The eight skills that actually get you hired — and how to build them

6 min read

The eight skills that actually get you hired — and how to build them

Here's something no one really tells you at school: the things that get you hired are mostly not the things you get graded on. Employers will train you on the technical side of a job. What they're really looking for is whether you can communicate, work with people you didn't choose, solve a problem when there's no obvious answer, and keep going when something gets hard. A good CV gets you in the room. These skills are what get you the job — and what keep it.

The best part? None of them are things you're either born with or not. They're skills, and skills get built. The Skills Builder Universal Framework 2.0 names eight of them: Listening, Speaking, Problem Solving, Creativity, Adapting, Planning, Leadership, and Teamwork.
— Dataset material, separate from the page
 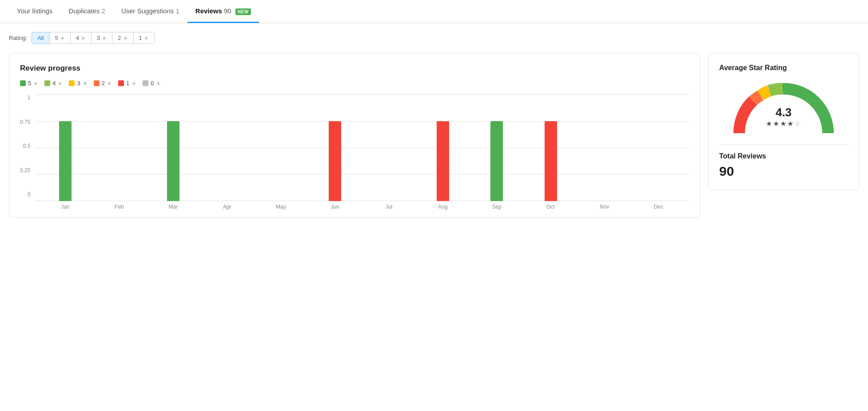 What do you see at coordinates (40, 38) in the screenshot?
I see `rating-btn-all: All` at bounding box center [40, 38].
Each one builds in stages, from the basics up to advanced — so wherever you're at right now, there's a next step. Here's what they actually mean and how to start building them today.

1. Listening and Speaking — the two that change everything

Communication is the skill employers ask for most. Listening is more than hearing — it's understanding what someone actually means, including when they disagree with you. Speaking is getting your point across clearly to one person or a room. Build them in real life: make the phone call instead of texting, ask a question in class even when it feels awkward, explain something you know to someone who doesn't. Start small and low-stakes. The second time is always easier than the first.
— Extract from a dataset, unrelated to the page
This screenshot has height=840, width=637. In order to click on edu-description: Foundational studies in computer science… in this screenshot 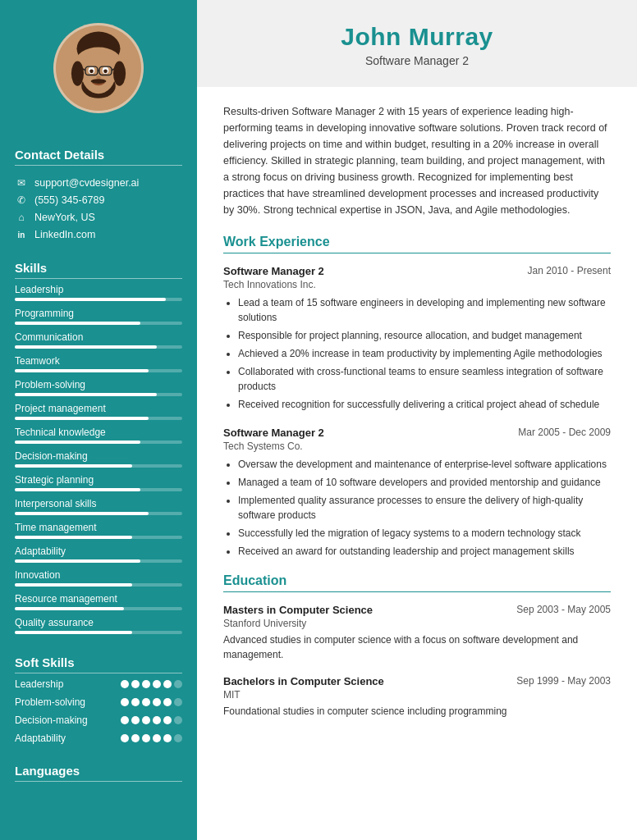, I will do `click(417, 711)`.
2. Problem Solving and Creativity — when there's no obvious answer

Problem Solving is working out what to do when the path isn't laid out for you. Creativity is coming up with ideas and new ways of doing things — and it's not just for "creative" people. Build both by not reaching for help (or your phone) the second something gets tricky. Sit with it. Try a route, see if it works, try another. The bit in the middle where you're stuck and figuring it out? That's the skill being built.

3. Adapting — bouncing back when things go wrong

Things will go wrong — a plan falls apart, you don't get the thing you wanted, you mess up. Adapting is the skill of recovering, staying steady, and learning from it. It's one of the most valuable things you can offer an employer, because everyone has bad days and they want people who handle them. Build it by treating setbacks as information, not a verdict. After something goes wrong, ask yourself: what happened, what would I do differently, and what actually went okay?

4. Planning and Leadership — making things happen

Planning is turning an intention into actual steps and getting there — it's one of the biggest predictors of whether good ideas become real. Leadership isn't a title; it's getting a group of people to do something together. You don't need a job to build either. Plan and run something real: a trip with mates, a fundraiser, a project. Take charge of organising it, deal with the people who don't pull their weight, and notice how different it is to get others on board versus just doing it yourself.

5. Teamwork — working with people you didn't pick

At work you don't choose your colleagues, and you still have to get things done together. Teamwork is consistently one of the biggest factors in whether a group's output beats what the individuals could do alone — which is exactly why employers prize it. Build it anywhere you're part of a group you didn't fully choose: a team, a group project, a part-time job. Notice how you handle disagreement, how you pull your weight, how you help someone who's struggling. That's the skill.

One more thing, and it matters: everyone builds these at their own pace, and some will come harder to you than others. If you find phone calls draining, or big groups overwhelming, or you read a room differently — you're not lacking a skill. You just build it in smaller steps, with a few more low-stakes goes. That's true for everyone, however your brain works.

You don't need a course or a spare evening you don't have. You need to take the ordinary moments — the awkward call, the group project, the thing that went wrong — and treat them as practice. Do it often enough and you'll walk into an interview able to show, not just claim, that you can do the job. (Want to see how these eight skills map onto real careers? Take a look at our essential skills overview.)